The Cancer Genetics Lab appears to have 15 doctors and technologists, which is a small staff to support a whole city of several million people, let alone the whole province. I have to wonder if any of them have any experience with 2nd-generation sequencing, seriously high throughput genetic screens, or even the concept of how to do genetic councilling about risk factors in the "whole genome diagnostics" age. Of course, I didn't spend too long at the session, so I don't know if anyone there is an expert, however the few people I spoke to weren't really talking about the upcoming changes to their discipline, so I'm a little skeptical.

In any case, I do have to wonder how this pandoras box of information we're unleashing about the makeup of patient's cell and heredity will effect the downstream medical practitioners, and how well they are prepared to deal with it. Are the seminars to bring these people up to speed on what's coming at them? Are the agencies ready to shell out the money for the infrastructure they'll need? Are the people writing the textbooks that educate these people including chapters on the subject?

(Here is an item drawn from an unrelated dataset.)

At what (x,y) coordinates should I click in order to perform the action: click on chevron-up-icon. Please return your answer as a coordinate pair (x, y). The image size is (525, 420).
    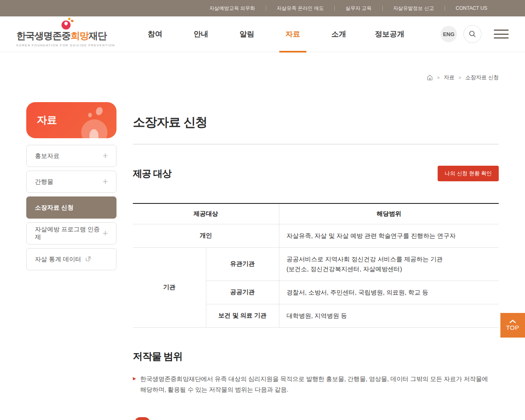
    Looking at the image, I should click on (513, 322).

It's all nice that I talk about trying to understand how a cancer works in the lab through 2nd-generation sequencing, but I have to wonder what we should be doing in the meantime to prepare them from the firehose of information that we're going to point at them and let loose. The personal genomics revolution is poised to land on these people like a ton of bricks, and with about as much mercy.

Then again, lest we be smug about it, how many of us are writing aligners for SMRT sequencing that's already on the horizon in our own field. Preparing for the future is definitely hard when we're still coping with the present. I'm sure it's no different for the Hospital Genetics Labs, even if they're 15 years behind the cutting edge.

Labels: ,

Monday, April 28, 2008

I've spent the last week madly putting together a poster for the "Reasons for Hope 2008" conference this past weekend, which focuses on breast cancer science, treatment and quality of life research. So, you'll notice (shortly), a new poster in my poster section. It was a educational experience, and I must admit I learned a lot. Not so much in the areas that I need to learn for my own research, but about physiology, psychology and general health research. And that's even considering how few talks I went to!

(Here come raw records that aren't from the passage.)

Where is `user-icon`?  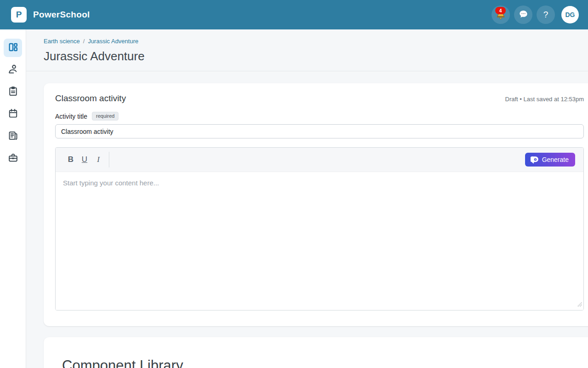 user-icon is located at coordinates (13, 70).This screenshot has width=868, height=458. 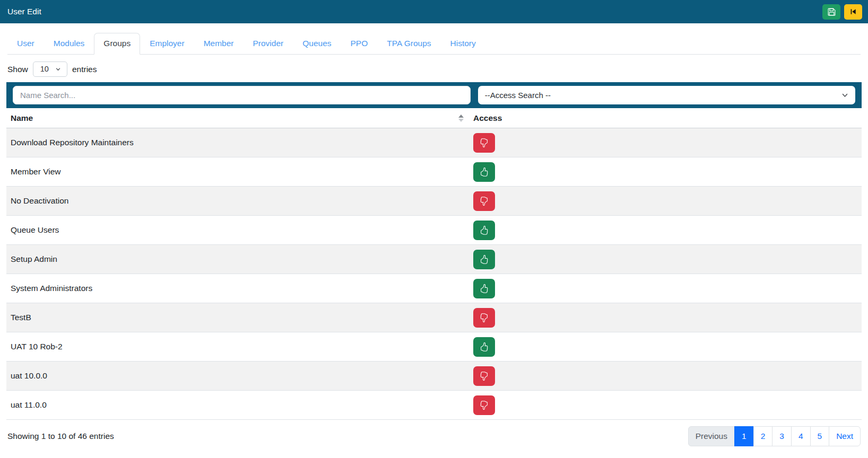 What do you see at coordinates (832, 12) in the screenshot?
I see `floppy-disk-icon` at bounding box center [832, 12].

Still, I highly recommend dropping into talks that aren't in your field, on occasion. I try to make a habit of it, which included a pathology lecture just before xmas, last year, and this time, I learned a lot about mammography, and new techniques for mammography that are up and coming. Neither are really practical skills for a bioinformatician, but it gives me a good idea of where the samples I'll be dealing with come from. Nifty.

Anyhow, I had a few minutes to revisit my ChIP-Seq code, FindPeaks, and do a few things I'd been hoping to do for a while. I got around to reducing the memory requirement - going from about 4Gb of RAM for a 12M+ read run down to under 1Gb. (I'd discussed this before in another posting.) The other thing I did was to re-write the core peak-finding algorithm. It was something I'd known was not-optimal for a while, but re-implementing a core routine isn't something you do without a lot of thought. The good news, it runs about 2x as fast, scales better on multiple cores and guarantees not to produce any of the type of bugs that have been relatively common in early versions of FindPeaks.

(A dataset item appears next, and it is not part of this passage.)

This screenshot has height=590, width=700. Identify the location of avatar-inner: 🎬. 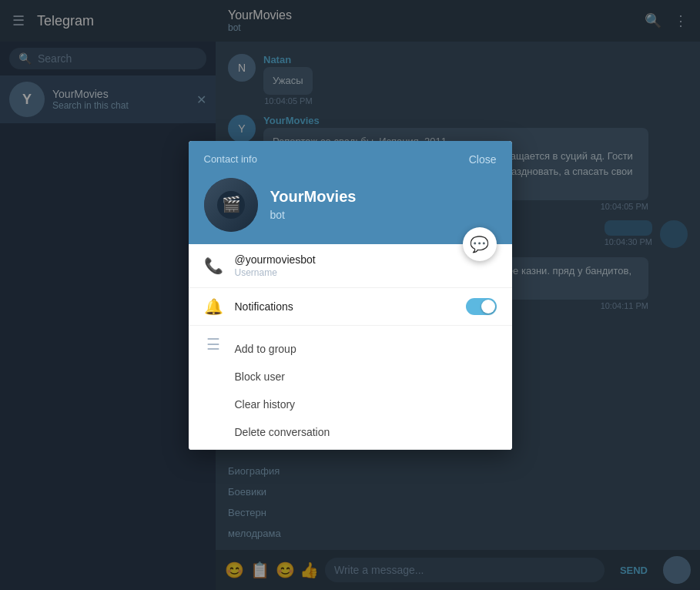
(231, 205).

Having invested the 2 hours to do it, I'm very glad to see it provide some return. Since my next project is to clean up the Transcripter code (for whole transcriptome shotgun sequencing), this was a nice lesson in coding: if you find a problem, don't patch the problem: solve it. I think I have a lot of "solving" to do. (-;

For those of you who are interested, the next version of FindPeaks will be released once I can include support for the SRF files - hopefully the end of the week.